Mostafa Abdollahi, Wenjun Yang, Jianping Pan

TL;DR

BIER-Star tackles scalable multicast in integrated terrestrial and non-terrestrial networks by leveraging a two-layer H3 geocell framework to aggregate receivers and satellites. This stateless design, combined with IGMP-based membership and a precomputed geospatial path encoded in headers, reduces overhead and eliminates per-flow state at satellites. Evaluations demonstrate significantly smaller headers and robust reach under dynamic LEO conditions, outperforming traditional and segmented BIER approaches. The approach enables efficient multicast for large-scale TN-NTN deployments, with practical impact on emergency alerts, large updates, and real-time broadcasts.

Abstract

The rapid expansion of LEO satellite constellations has enabled an integrated terrestrial network and non-terrestrial network (TN-NTN), connecting diverse users such as aircraft, ships, and remote communities. These networks increasingly need a scalable and efficient multicast protocol for critical applications like emergency alerts, large-scale software updates, and real-time broadcasting. However, traditional multicast protocols, such as IP-based multicast and software-defined multicast approaches, introduce significant control overhead and struggle to adapt to the dynamic and mobile nature of satellite topologies. This paper presents BIER-Star, a stateless multicast protocol designed for the integrated TN-NTN. BIER-Star uses a two-layer geospatial gridding scheme (i.e., H3) to encode destinations as Earth- and space-cell identifiers rather than per-terminal addresses. This cell-based abstraction shortens the header bitstring, simplifies forwarding, and eliminates per-flow state and complex signaling. Our simulations indicate that BIER-Star reduces header size versus BIER and avoids geographic path-finding failures seen in greedy methods.

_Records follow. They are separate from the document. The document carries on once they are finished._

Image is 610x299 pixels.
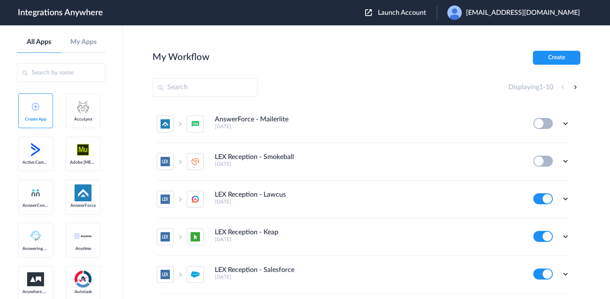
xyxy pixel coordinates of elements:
[22,203,49,208] span: AnswerConnect
[215,274,521,280] h5: [DATE]
[545,84,553,91] span: 10
[70,246,96,251] span: Anytime
[215,199,521,205] h5: [DATE]
[539,84,543,91] span: 1
[533,51,580,65] button: Create
[508,83,553,91] h4: Displaying -
[70,290,96,295] span: Autotask
[17,38,61,46] a: All Apps
[70,117,96,122] span: AccuLynx
[215,266,294,274] h4: LEX Reception - Salesforce
[74,141,91,158] img: adobe-muse-logo.svg
[378,9,426,16] span: Launch Account
[152,52,209,63] h2: My Workflow
[74,98,91,115] img: acculynx-logo.svg
[466,9,579,17] span: [EMAIL_ADDRESS][DOMAIN_NAME]
[22,117,49,122] span: Create App
[215,116,288,124] h4: AnswerForce - Mailerlite
[365,9,436,17] button: Launch Account
[74,234,91,239] img: anytime-calendar-logo.svg
[27,141,44,158] img: active-campaign-logo.svg
[215,153,294,161] h4: LEX Reception - Smokeball
[215,237,521,243] h5: [DATE]
[32,103,39,110] img: add-icon.svg
[365,9,372,16] img: launch-acct-icon.svg
[18,8,103,18] h1: Integrations Anywhere
[152,78,257,97] input: Search
[22,160,49,165] span: Active Campaign
[74,271,91,288] img: autotask.png
[447,6,461,20] img: user.png
[74,185,91,201] img: af-app-logo.svg
[215,161,521,167] h5: [DATE]
[22,246,49,251] span: Answering Service
[27,228,44,245] img: Answering_service.png
[215,229,278,237] h4: LEX Reception - Keap
[61,38,106,46] a: My Apps
[27,273,44,287] img: aww.png
[17,63,105,82] input: Search by name
[215,191,286,199] h4: LEX Reception - Lawcus
[30,188,41,198] img: answerconnect-logo.svg
[22,290,49,295] span: Anywhere Works
[215,124,521,130] h5: [DATE]
[70,160,96,165] span: Adobe [MEDICAL_DATA]
[70,203,96,208] span: AnswerForce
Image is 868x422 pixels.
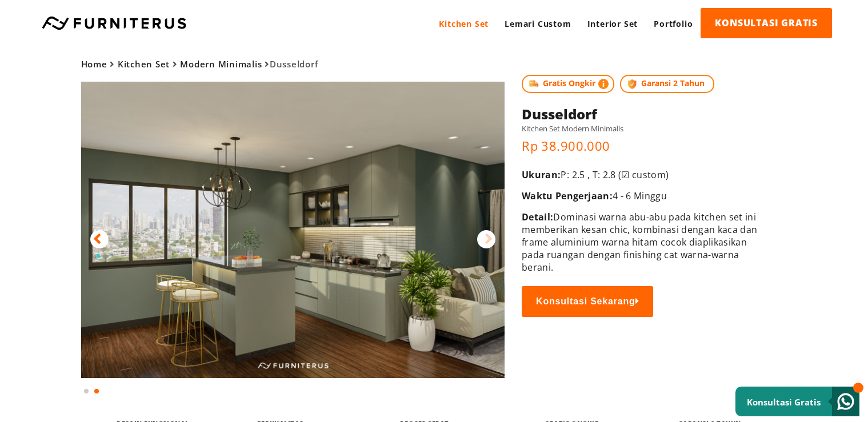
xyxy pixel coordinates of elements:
[522,189,769,202] p: 4 - 6 Minggu
[81,58,108,70] a: Home
[81,82,505,378] img: Dusseldorf Kitchen Set Modern Minimalis by Furniterus
[81,58,318,70] span: Dusseldorf
[431,8,497,40] a: Kitchen Set
[747,396,821,408] small: Konsultasi Gratis
[522,168,769,181] p: P: 2.5 , T: 2.8 (☑ custom)
[701,8,833,38] a: KONSULTASI GRATIS
[626,78,638,90] img: protect.png
[522,189,613,202] span: Waktu Pengerjaan:
[736,387,860,417] a: Konsultasi Gratis
[522,211,553,224] span: Detail:
[522,286,653,317] button: Konsultasi Sekarang
[522,137,769,154] p: Rp 38.900.000
[522,123,769,133] h5: Kitchen Set Modern Minimalis
[180,58,262,70] a: Modern Minimalis
[528,78,540,90] img: shipping.jpg
[497,8,579,40] a: Lemari Custom
[599,78,609,90] img: info-colored.png
[522,75,614,93] span: Gratis Ongkir
[118,58,170,70] a: Kitchen Set
[580,8,647,40] a: Interior Set
[522,211,769,274] p: Dominasi warna abu-abu pada kitchen set ini memberikan kesan chic, kombinasi dengan kaca dan fram...
[522,168,561,181] span: Ukuran:
[522,105,769,123] h1: Dusseldorf
[620,75,715,93] span: Garansi 2 Tahun
[646,8,701,40] a: Portfolio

BIER-Star: Stateless Geographic Multicast for Scalable Satellite-Terrestrial Integration

TL;DR

BIER-Star tackles scalable multicast in integrated terrestrial and non-terrestrial networks by leveraging a two-layer H3 geocell framework to aggregate receivers and satellites. This stateless design, combined with IGMP-based membership and a precomputed geospatial path encoded in headers, reduces overhead and eliminates per-flow state at satellites. Evaluations demonstrate significantly smaller headers and robust reach under dynamic LEO conditions, outperforming traditional and segmented BIER approaches. The approach enables efficient multicast for large-scale TN-NTN deployments, with practical impact on emergency alerts, large updates, and real-time broadcasts.

Abstract

The rapid expansion of LEO satellite constellations has enabled an integrated terrestrial network and non-terrestrial network (TN-NTN), connecting diverse users such as aircraft, ships, and remote communities. These networks increasingly need a scalable and efficient multicast protocol for critical applications like emergency alerts, large-scale software updates, and real-time broadcasting. However, traditional multicast protocols, such as IP-based multicast and software-defined multicast approaches, introduce significant control overhead and struggle to adapt to the dynamic and mobile nature of satellite topologies. This paper presents BIER-Star, a stateless multicast protocol designed for the integrated TN-NTN. BIER-Star uses a two-layer geospatial gridding scheme (i.e., H3) to encode destinations as Earth- and space-cell identifiers rather than per-terminal addresses. This cell-based abstraction shortens the header bitstring, simplifies forwarding, and eliminates per-flow state and complex signaling. Our simulations indicate that BIER-Star reduces header size versus BIER and avoids geographic path-finding failures seen in greedy methods.

Paper Structure

This paper contains 8 sections, 9 figures, 1 table, 1 algorithm.

Figures (9)

  • Figure 1: OneWeb's near-polar Walker Star topology causes orbital plane spacing ($D_{\text{Orbits}}$) to vary greatly, from about 3,900 km at the equator to minimal near the poles, resulting in a non-uniform satellite distribution within an H3 grid.
  • Figure 2: Gridding mechanisms.
  • Figure 3: BIER-Star framework
  • Figure 4: (a) Starlink PoPs and Gateways; (b) number of required bits per cell in different geo-indexing methods.
  • Figure 5: Decoding process in BIER-Star.